Yaya_Tony
Well-Known Member
Bacon barmcake and blueberry muffin.
Grew up in Stalybridge and I can definitely agree that its a muffinYour'e way off with something 'cos it's a muffin in Stalybridge
A national sport - just like your rounders, netball, and rugby played with padding on!Cricket. The f--- is that about?
Shit game anyway.Shit at cricket
This.middle class cunts.
Some really good points there, mate.Obviously, there's a great deal more that ye lot get right than wrong but since the question has been asked, my top three:
(1)
This knee-jerk war-mongering streak ye have got. Given the latest news, I need hardly elaborate but suffice to say, that it demeans an otherwise largely decent and welcoming people to constantly be putting their working classes (and it largely IS the working classes!) through this horror, every half a generation.
Closely related to this is the constant reference to WWII. I'm sorry but the Battle of Britain does not justify the Gulf War. Any same person knows this. Every British person reading this will agree with me but yet ye still allow yourselves to be manipulated by slimy prick politicians who like to subtly infer that it does.
(2)
The constant blind acceptance that "the British [insert random institution here] is probably the finest of its kind in the world".
This is usually used to pooh-pooh some incontrovertible argument and justify the continuation of an institutionalised flaw within the status quo.
Don't get me wrong, the thing in question, be it the BBC, the Justice System or whatever else may well be fantastic in many ways but no institution should be protected from analysis by such bland defensive tactics.
For a nation with a great deal of critical thinkers ye are quite susceptible to have a bit of jingoistic smoke blown up your collective arse.

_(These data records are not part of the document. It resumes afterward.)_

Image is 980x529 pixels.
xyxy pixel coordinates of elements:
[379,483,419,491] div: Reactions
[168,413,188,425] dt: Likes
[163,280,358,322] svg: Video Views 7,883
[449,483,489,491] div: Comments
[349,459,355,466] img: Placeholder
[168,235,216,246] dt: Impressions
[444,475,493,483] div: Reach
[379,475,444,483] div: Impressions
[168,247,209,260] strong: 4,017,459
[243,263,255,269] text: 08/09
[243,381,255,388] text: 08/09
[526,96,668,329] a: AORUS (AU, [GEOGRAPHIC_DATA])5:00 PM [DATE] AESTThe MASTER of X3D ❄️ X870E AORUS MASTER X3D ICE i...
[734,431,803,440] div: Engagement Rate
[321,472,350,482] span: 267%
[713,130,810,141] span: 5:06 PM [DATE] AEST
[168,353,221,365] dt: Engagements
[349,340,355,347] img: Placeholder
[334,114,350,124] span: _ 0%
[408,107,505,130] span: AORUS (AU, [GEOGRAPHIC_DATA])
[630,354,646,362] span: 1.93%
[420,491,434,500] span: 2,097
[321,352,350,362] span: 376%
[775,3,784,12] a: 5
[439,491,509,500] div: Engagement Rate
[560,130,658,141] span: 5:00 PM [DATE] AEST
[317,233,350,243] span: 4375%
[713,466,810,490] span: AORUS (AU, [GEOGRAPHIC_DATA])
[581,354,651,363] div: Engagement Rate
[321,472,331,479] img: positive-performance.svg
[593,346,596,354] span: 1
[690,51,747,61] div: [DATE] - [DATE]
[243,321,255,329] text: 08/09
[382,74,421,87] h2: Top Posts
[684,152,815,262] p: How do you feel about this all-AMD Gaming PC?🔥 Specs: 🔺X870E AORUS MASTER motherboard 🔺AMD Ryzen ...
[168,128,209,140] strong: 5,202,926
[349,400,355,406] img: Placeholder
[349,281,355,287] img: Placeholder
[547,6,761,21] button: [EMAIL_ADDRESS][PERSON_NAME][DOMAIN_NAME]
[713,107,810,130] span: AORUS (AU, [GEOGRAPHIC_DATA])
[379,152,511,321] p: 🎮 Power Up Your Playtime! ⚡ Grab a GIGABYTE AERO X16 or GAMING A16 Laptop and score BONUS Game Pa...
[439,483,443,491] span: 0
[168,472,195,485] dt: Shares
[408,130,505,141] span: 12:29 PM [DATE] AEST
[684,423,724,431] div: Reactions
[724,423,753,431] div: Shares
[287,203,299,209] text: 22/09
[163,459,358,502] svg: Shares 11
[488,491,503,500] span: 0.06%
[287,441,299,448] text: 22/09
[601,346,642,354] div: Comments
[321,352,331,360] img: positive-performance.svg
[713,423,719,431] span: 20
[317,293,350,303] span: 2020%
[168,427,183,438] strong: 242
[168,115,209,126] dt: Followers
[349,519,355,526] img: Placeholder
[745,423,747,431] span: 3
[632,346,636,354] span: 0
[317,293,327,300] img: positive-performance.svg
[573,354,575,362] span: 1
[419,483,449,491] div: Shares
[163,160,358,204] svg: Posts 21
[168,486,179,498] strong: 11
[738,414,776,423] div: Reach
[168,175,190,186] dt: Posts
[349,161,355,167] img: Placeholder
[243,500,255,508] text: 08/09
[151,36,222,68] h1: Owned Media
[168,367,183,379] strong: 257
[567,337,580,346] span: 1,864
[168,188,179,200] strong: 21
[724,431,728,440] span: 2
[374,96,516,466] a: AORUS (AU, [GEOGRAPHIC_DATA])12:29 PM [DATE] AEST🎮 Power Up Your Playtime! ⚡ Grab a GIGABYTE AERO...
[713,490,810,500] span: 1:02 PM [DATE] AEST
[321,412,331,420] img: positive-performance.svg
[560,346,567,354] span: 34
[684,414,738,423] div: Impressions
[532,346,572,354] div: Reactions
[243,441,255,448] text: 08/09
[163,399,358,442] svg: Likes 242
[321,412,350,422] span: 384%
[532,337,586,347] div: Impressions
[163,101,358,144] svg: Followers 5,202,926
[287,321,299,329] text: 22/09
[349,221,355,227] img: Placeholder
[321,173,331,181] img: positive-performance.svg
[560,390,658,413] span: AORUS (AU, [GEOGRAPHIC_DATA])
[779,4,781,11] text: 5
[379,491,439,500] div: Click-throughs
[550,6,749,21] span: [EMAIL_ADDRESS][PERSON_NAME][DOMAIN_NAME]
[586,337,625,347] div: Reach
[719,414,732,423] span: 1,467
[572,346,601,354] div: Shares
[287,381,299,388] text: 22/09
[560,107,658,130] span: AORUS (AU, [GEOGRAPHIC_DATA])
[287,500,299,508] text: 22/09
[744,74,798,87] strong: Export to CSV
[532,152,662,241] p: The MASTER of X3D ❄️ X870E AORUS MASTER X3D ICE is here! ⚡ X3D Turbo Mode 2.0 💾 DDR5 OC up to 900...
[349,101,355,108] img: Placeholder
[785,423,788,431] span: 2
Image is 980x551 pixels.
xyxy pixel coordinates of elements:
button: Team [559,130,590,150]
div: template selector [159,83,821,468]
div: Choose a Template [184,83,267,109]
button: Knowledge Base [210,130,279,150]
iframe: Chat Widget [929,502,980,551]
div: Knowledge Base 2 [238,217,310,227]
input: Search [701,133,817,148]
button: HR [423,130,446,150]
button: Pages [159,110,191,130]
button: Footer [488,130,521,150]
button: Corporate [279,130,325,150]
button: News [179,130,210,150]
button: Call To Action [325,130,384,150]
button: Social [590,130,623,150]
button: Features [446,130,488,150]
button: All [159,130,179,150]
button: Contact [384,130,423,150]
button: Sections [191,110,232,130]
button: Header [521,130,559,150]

(Mind you, I must admit that I don't have to look beyond this greener, more civilised island to find another race who are just as susceptible).
(3) ... The big one...
The class system and, particularly, the way that it's so ingrained within education.
Education (combined with the requisite intelligence, of course) should be one of the two* great vehicles for social mobility but the British system, more than any almost other in the Western World, seems predicated to nullifying this, in all but the most exceptional of cases.
(*Marriage is the other great vehicle, before you ask).